I opened my mouth to speak, closed it again.
“I’m always aware of my creations, Sam. I am deeply connected to them, you see.”
“Actually, I don’t see, but I’ll take your word for it. I still don’t understand how you could let something so valuable out of your sight.”
“Never out of my inner sight, Sam.”
“Enough with the doublespeak, Max,” I said. “You know what I mean.”
“I do, and there comes a time when every parent must release his children into the world. You will discover this soon enough.”
“I’d prefer to not think about it.”
He smiled. “You are equipping your children marvelously, Sam.”
“And you know this, how?”
“Your children are always at the forefront of your mind, Samantha. I do not have to plumb very deep to see what a remarkable job you are doing, under the circumstances. A mother’s love is a beautiful thing.”
“Let’s stop right there on a high note, before you start creeping me out.”
“Agreed,” he said. “Back to the medallion. It needed to find its way into the world—”
“Yes, yes, like children. I got that. But why?”
“Don’t you know, Sam?”
“Know what?”
“So that it could find you. On its own.”
I looked at him; he looked at me. Somewhere behind me, a student walked past the Occult Reading Room without missing a step. Let those with eyes see, and all that jibber-jabber.
“You could have just given it to me, you know,” I said. “And saved yourself a lot of time.”
“And what fun would that have been?” His eyes might have twinkled. “But that’s not the way it works, Sam. I did not know it was for you, for starters. Not until I met you. Not until you started gathering the other medallions.”
“Then you’re not surprised that I have this one, too?”
“No, Sam. I would have been surprised if your one-time friend Detective Hanner had figured out how to unlock it.”
“But she couldn’t?”
“No. But she tried valiantly.”
“I take it there’s more to it than just wearing it?”
“A tad more.”
I drummed my freakishly long nails on his help desk, a desk that looked like any other help desk at any other library. The room looked normal, too. Only the oversized, ancient-looking books that filled the nearby shelves looked anything but normal. They looked dark, felt dark and were dark. Some darker than others.
“Why me?” I asked suddenly. “Why am I the one finding all these medallions? Why do you help me? I’m just me, no one. Just a mom who got attacked a long time ago.”

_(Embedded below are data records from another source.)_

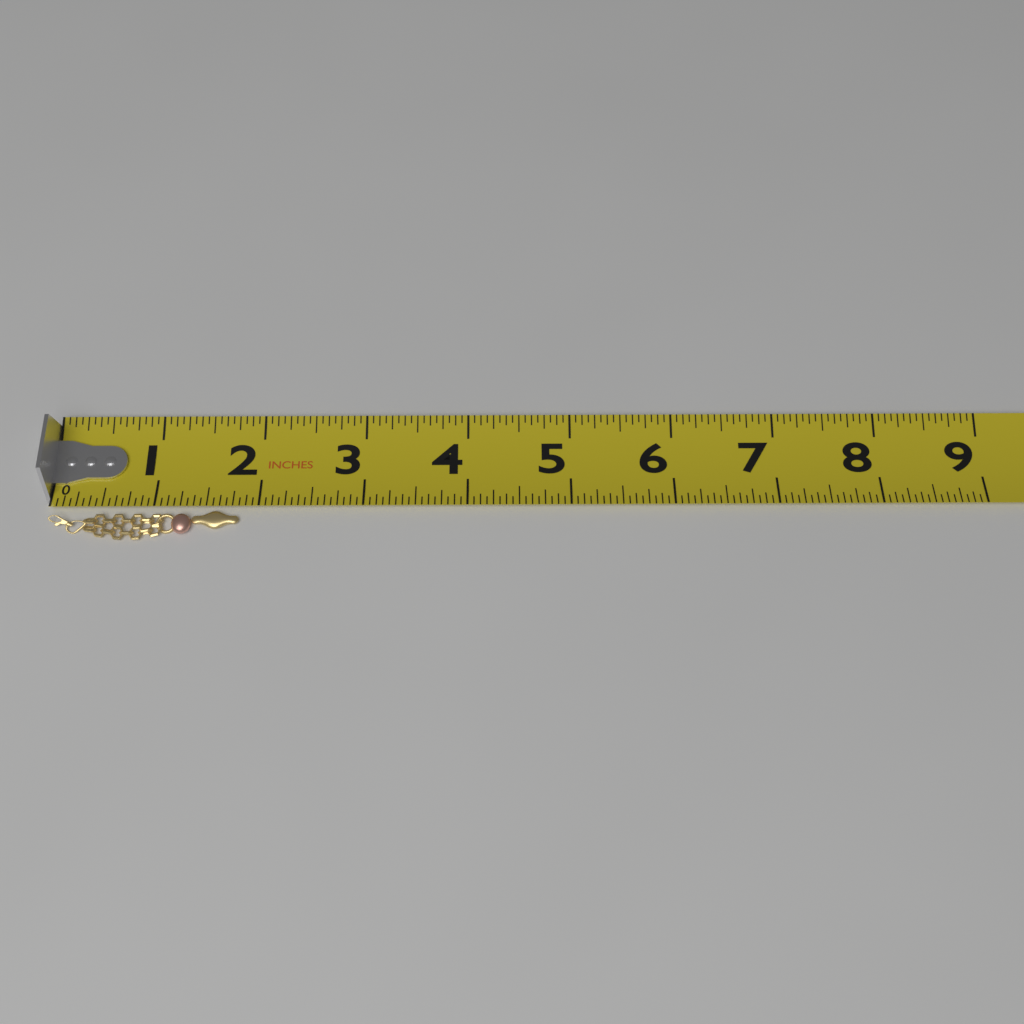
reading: 1.8125 in
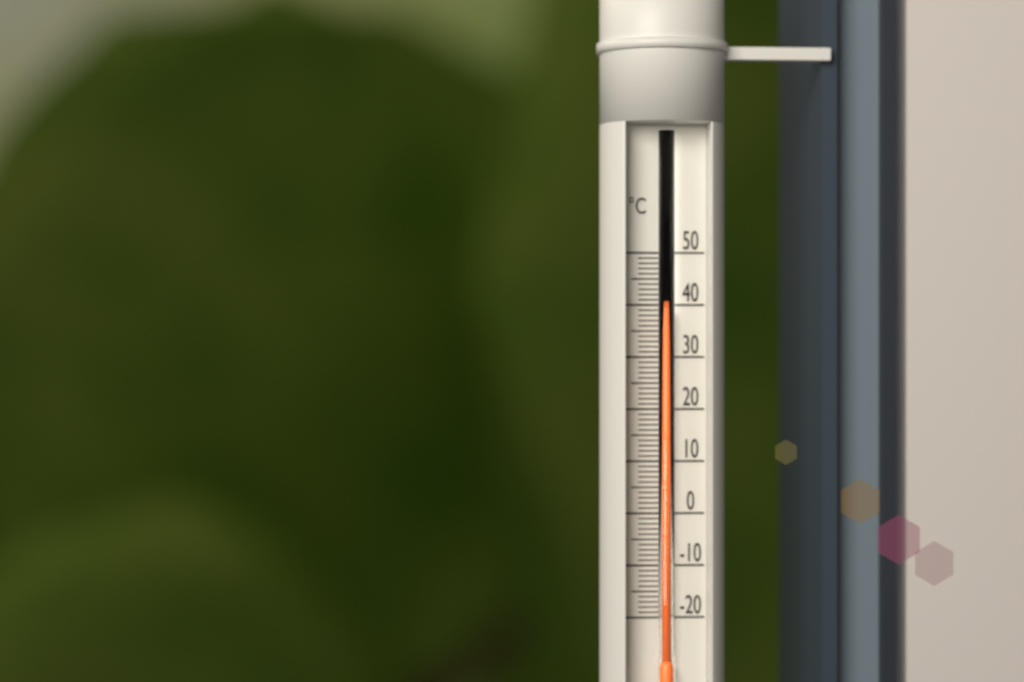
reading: 39 °C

As I spoke, I couldn’t help but notice the Librarian’s demeanor softening. He set the medallion down on the desk, near my drumming fingers. He inhaled and, for the first time ever, I saw the young man who wasn’t young express real emotions. And the emotion was heartbreak.
I looked at the medallion, and then, looked him in the eyes. No, I couldn’t read his mind, but I sensed there was something big going on here.
Sensed it from deep within me.
Sensed it from her, in fact. The demon within.
A cold shiver ran up and down my spine. “The demon inside me...” I began, but I was unable to find the words. Not with Archibald looking at me like that, with so much emotion that it was breaking my heart for reasons I didn’t know.
“She wasn’t always a demon,” he finished. “She was my mother once.”
Chapter Thirty-eight
Maximus let me have these moments to work out what I had just heard, except I wasn’t doing a very good job of it.